We are living in transformative times. PANTONE 17-3938 Very Peri is a symbol of the global zeitgeist of the moment and the transition we are going through. As we emerge from an intense period of isolation, our notions and standards are changing, and our physical and digital lives have merged in new ways. Digital design helps us to stretch the limits of reality, opening the door to a dynamic virtual world where we can explore and create new color possibilities. With trends in gaming, the expanding popularity of the metaverse and rising artistic community in the digital space PANTONE 17-3938 Very Peri illustrates the fusion of modern life and how color trends in the digital world are being manifested in the physical world and vice versa.

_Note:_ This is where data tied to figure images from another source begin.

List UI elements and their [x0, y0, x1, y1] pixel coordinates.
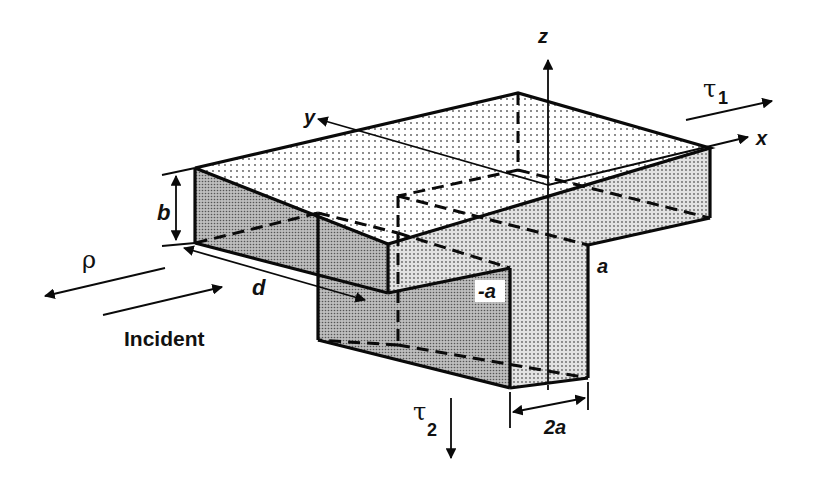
incident-wave-label: Incident — [124, 327, 205, 350]
transmitted-wave-1-label: τ — [703, 75, 716, 103]
dimension-b-label: b — [157, 200, 170, 225]
transmitted-wave-2-label: τ — [413, 398, 426, 426]
incident-wave-arrow — [103, 287, 222, 315]
z-axis-label: z — [537, 25, 548, 47]
dimension-d-label: d — [252, 275, 266, 300]
waveguide-diagram: z y x b d a -a 2a ρ Incident τ 1 τ 2 — [0, 0, 817, 484]
reflected-wave-label: ρ — [82, 246, 96, 274]
transmitted-wave-1-subscript: 1 — [718, 88, 728, 108]
transmitted-wave-1-arrow — [686, 101, 772, 120]
x-axis-label: x — [755, 127, 768, 149]
y-axis-label: y — [303, 106, 316, 128]
dimension-2a-label: 2a — [543, 416, 566, 438]
edge-a-label: a — [597, 255, 608, 277]
transmitted-wave-2-subscript: 2 — [427, 420, 437, 440]
reflected-wave-arrow — [45, 268, 165, 296]
edge-minus-a-label: -a — [478, 280, 496, 302]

Throughout the year, I tend to notice Pantone’s “color choice” wherever I look. It was interesting to me, for example, to see how many advertisers made use of “gray and yellow” in their 2021 commercials. As I’ve mentioned before, our new downstairs spa is also decorated in gray and yellow because of the acrylic pourings I made last year using those Pantone color selections. (It was a rare year when Pantone chose not one but two colors for their annual honor.)

Needless to say, I am thrilled by the 2022 color choice, and I’m looking forward to seeing it around me more and more. I’m going to make a point of using the color more and more, as well. I want to paint beautiful periwinkle skies, fill the foregrounds of my landscape paintings with tiny dots of periwinkle ground cover. I want to create vibrant periwinkle shadows and highlights.

Yes, I love periwinkle! How about you?

14 Comments

  1. I could also pick periwinkle out of the big 64 color box of crayons as a kid. Lovely color, and yes it does indeed sit right at the border of blue and violet.